The Iliad, the Greek epic first written down some time in the ninth or eighth century BC, describes a similar cosmology featuring a world surrounded by sea. While war raged between the Greeks and the Trojans, the Greek fire god Hephaestus was tasked with forging a substantial shield for the Greek warrior Achilles. The description of the imagery with which Hephaestus decorated the shield is also a description of the Greek universe:
There earth, there heaven, there ocean he design’d;
The unwearied sun, the moon completely round;
The starry lights that heaven’s high convex crown’d;
The Pleiads, Hyads, with the northern team;
And great Orion’s more refulgent beam;
To which, around the axle of the sky,
The Bear, revolving, points his golden eye
Hephaestus hammered depictions of the world into the metal, including images of cities, people and animals, warriors and estate holders, and finally the sea, which defined the shield’s outermost edge:
Thus the broad shield complete the artist crown’d
With his last hand, and pour’d the ocean round:
In living silver seem’d the waves to roll,
And beat the buckler’s verge, and bound the whole.
Our view of earlier times also influences how we translate their texts. In the Norwegian translation of the Iliad, the Greek Gaia is translated as ‘jordskiven’–‘earth disc’; it assumes that the ancient Greeks believed the Earth was flat.
A similar problem can be found in the translation of the Bible’s creation narrative. In the King James Bible, Genesis i, 6 reads: ‘And God said, Let there be a firmament in the midst of the waters, and let it divide the waters from the waters.’
The problem here is that ‘firmament’ is not necessarily a correct translation of the Hebrew word raqiya. The new English Standard Version of the Bible from 2001 instead uses the word ‘expanse’–‘Let there be an expanse’–something that spreads outwards. It is therefore not necessarily the case that the early Jews regarded the heavens as a kind of solid bell jar curving above the earth.

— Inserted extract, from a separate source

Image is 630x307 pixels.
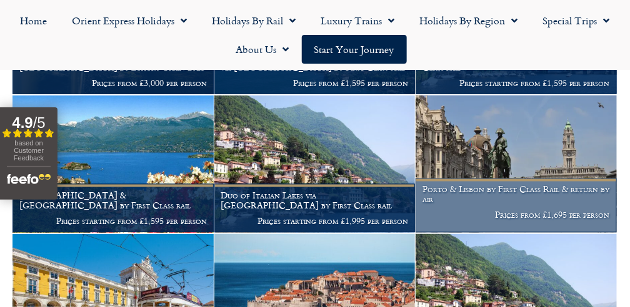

The Book of Genesis provides certain hints as to how much of an overview the writers of the Bible had of the world. Genesis ii, 10–14 states: ‘A river flowed out of Eden to water the garden, and there it divided and became four rivers. The name of the first is the Pishon. It is the one that flowed around the whole land of Havilah, where there is gold. And the gold of that land is good; bdellium and onyx stone are there. The name of the second river is the Gihon. It is the one that flowed around the whole land of Cush. And the name of the third river is the Tigris, which flows east of Assyria. And the fourth river is the Euphrates.’
Havilah probably refers to the Hijaz Mountains in western Saudi Arabia, where several thousand years ago a river system, now dried up, ran westwards to the Persian Gulf. Cush was a kingdom situated at the current border between Egypt and Sudan, also known as Nubia, and the Gihon has been said to be the Blue Nile. The Tigris is the river that runs from eastern Turkey, down through Iraq and out into the Persian Gulf, and the Euphrates also runs through Iraq.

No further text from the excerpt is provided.